▶ _Aim of the task_
Among the lines below, a stretch begins at the one with "pyautogui.click(x=<x>, y=<y>)" and ends at the one with "This screenshot has width=588, height=370.". Repeat that stretch exactly, ends included.

▶ _Dataset excerpts_
+ + + + + + +
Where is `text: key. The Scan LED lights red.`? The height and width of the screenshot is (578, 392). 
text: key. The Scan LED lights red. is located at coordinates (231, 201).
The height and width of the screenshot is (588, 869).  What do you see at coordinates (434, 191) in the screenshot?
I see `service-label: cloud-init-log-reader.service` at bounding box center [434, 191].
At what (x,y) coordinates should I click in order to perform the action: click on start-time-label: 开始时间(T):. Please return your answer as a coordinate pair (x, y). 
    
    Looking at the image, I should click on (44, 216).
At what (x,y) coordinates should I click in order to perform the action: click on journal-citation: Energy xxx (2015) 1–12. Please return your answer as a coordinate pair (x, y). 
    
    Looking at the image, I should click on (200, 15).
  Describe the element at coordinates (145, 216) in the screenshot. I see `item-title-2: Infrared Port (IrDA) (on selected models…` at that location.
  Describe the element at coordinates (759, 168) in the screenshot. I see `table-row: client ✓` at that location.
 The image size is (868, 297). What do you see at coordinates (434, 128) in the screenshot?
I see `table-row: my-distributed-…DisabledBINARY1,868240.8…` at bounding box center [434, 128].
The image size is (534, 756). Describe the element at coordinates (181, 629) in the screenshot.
+ + + + + + +
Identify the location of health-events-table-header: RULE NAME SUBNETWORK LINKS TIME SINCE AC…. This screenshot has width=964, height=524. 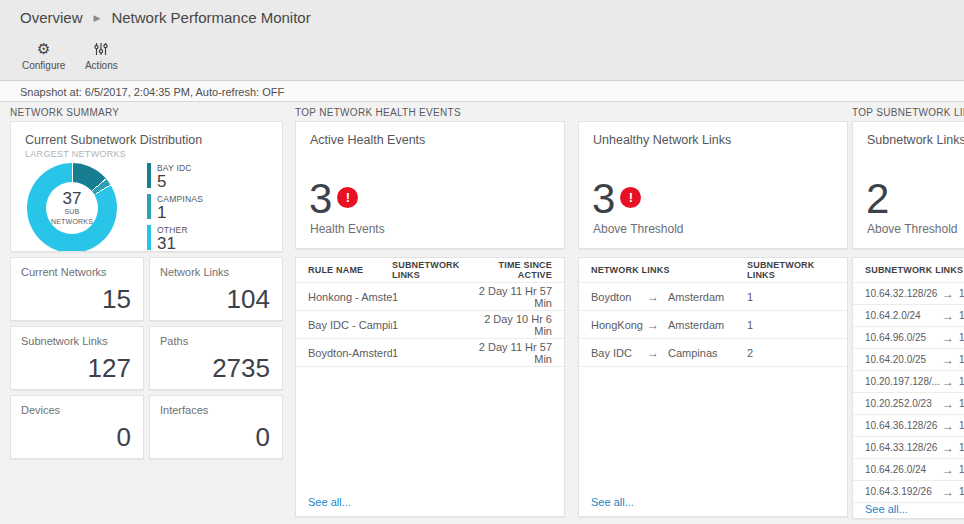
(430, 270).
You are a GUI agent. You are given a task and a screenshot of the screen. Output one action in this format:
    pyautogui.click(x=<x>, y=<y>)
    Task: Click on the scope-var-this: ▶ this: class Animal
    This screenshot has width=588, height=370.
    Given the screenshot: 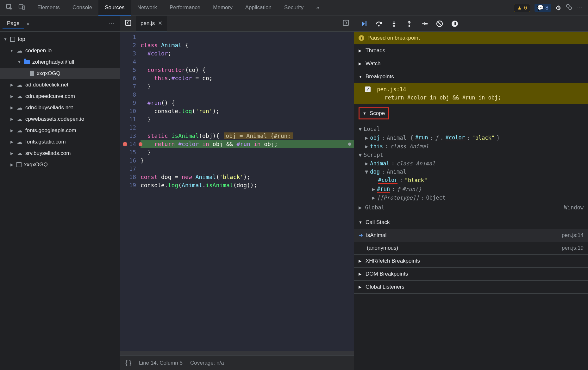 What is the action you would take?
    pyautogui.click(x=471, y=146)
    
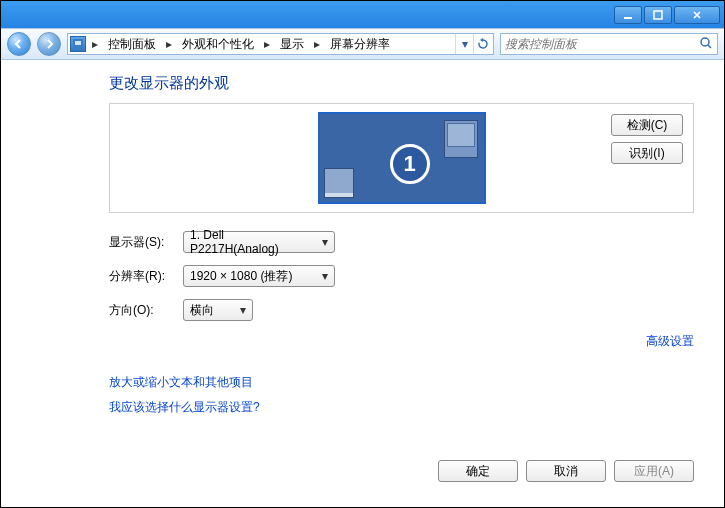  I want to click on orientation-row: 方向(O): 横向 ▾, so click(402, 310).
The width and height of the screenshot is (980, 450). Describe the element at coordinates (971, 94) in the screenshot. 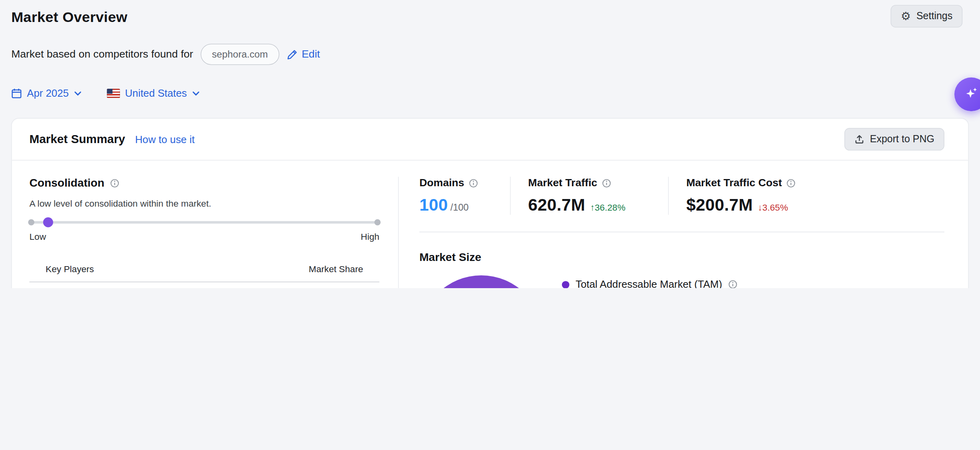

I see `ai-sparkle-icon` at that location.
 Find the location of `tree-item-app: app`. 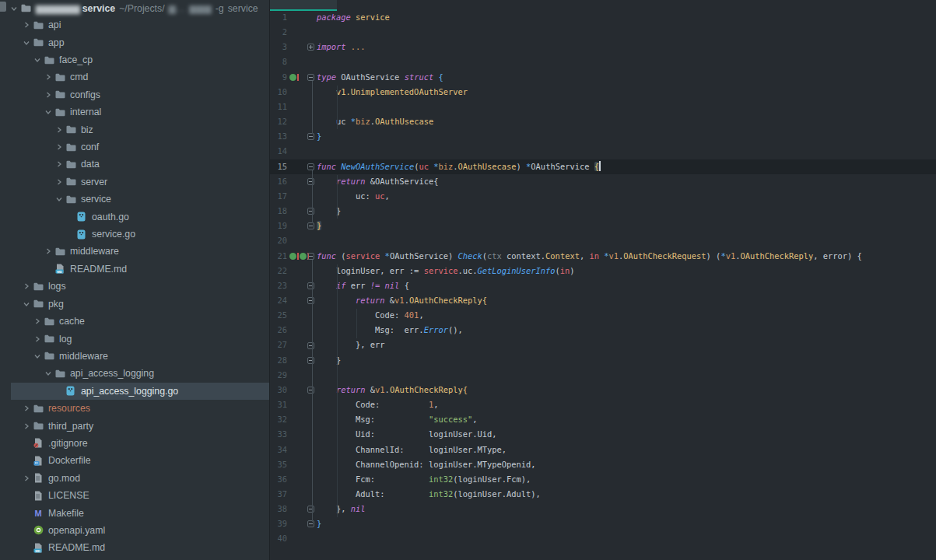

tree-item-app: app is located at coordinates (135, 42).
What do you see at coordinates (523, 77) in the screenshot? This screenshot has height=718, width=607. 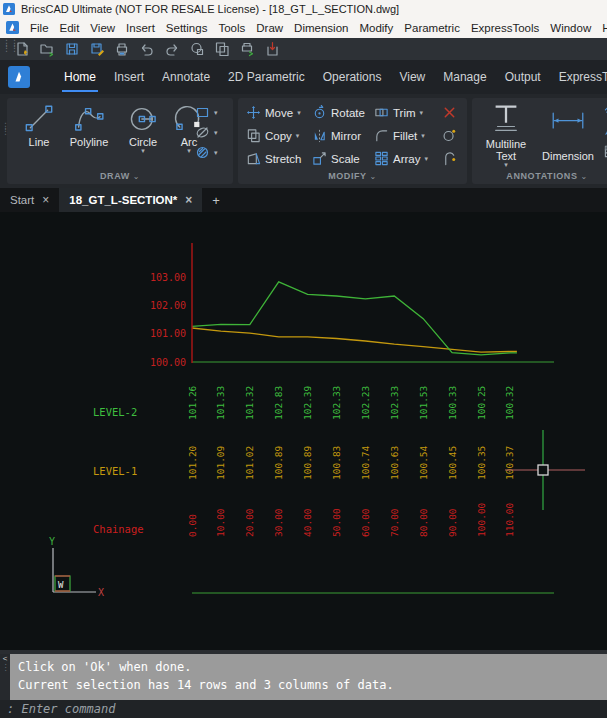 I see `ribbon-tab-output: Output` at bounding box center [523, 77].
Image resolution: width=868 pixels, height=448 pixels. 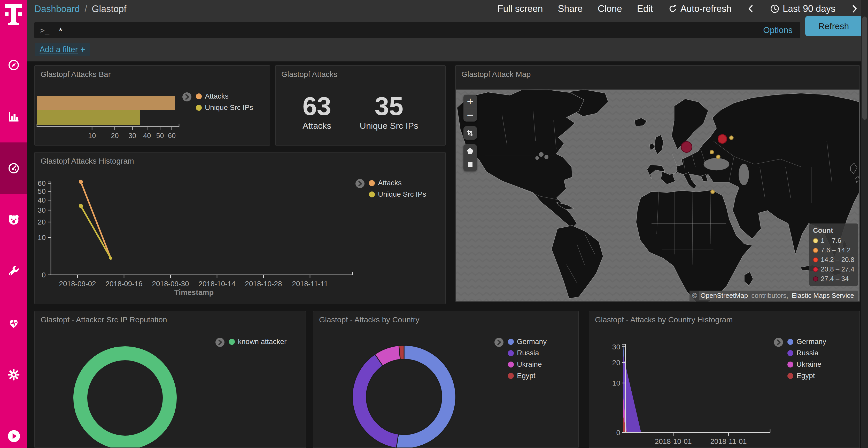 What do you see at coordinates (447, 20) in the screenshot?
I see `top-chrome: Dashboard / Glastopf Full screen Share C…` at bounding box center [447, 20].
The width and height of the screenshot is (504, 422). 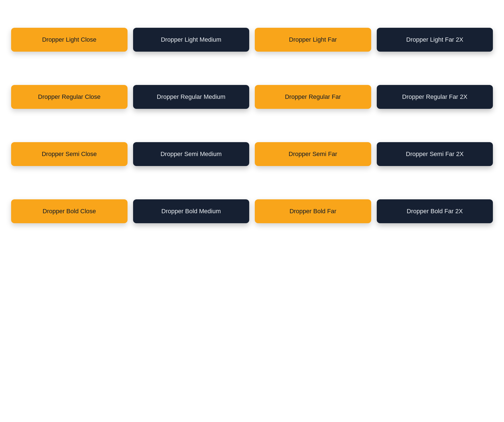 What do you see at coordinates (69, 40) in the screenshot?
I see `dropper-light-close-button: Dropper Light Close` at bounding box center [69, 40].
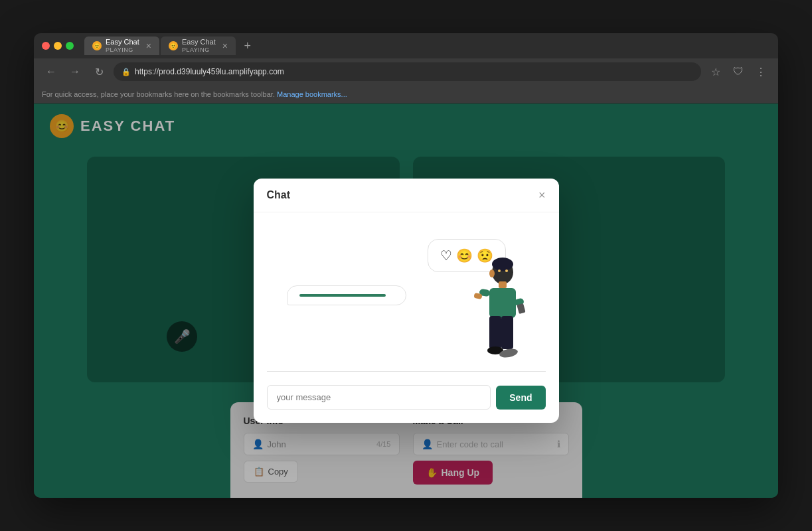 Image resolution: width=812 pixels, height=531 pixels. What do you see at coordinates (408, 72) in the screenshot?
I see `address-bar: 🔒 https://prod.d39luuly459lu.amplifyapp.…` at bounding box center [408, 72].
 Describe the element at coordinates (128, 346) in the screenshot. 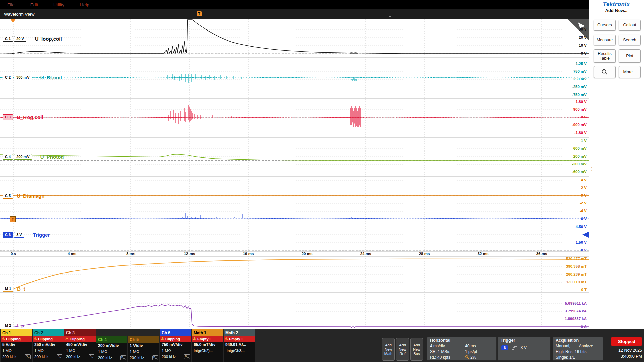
+ + + + + + +
▶ _Answer to this task_
    pyautogui.click(x=<x>, y=<y>)
    Task: Click on the scope-var-this: ▶ this: class Animal
    This screenshot has width=588, height=370.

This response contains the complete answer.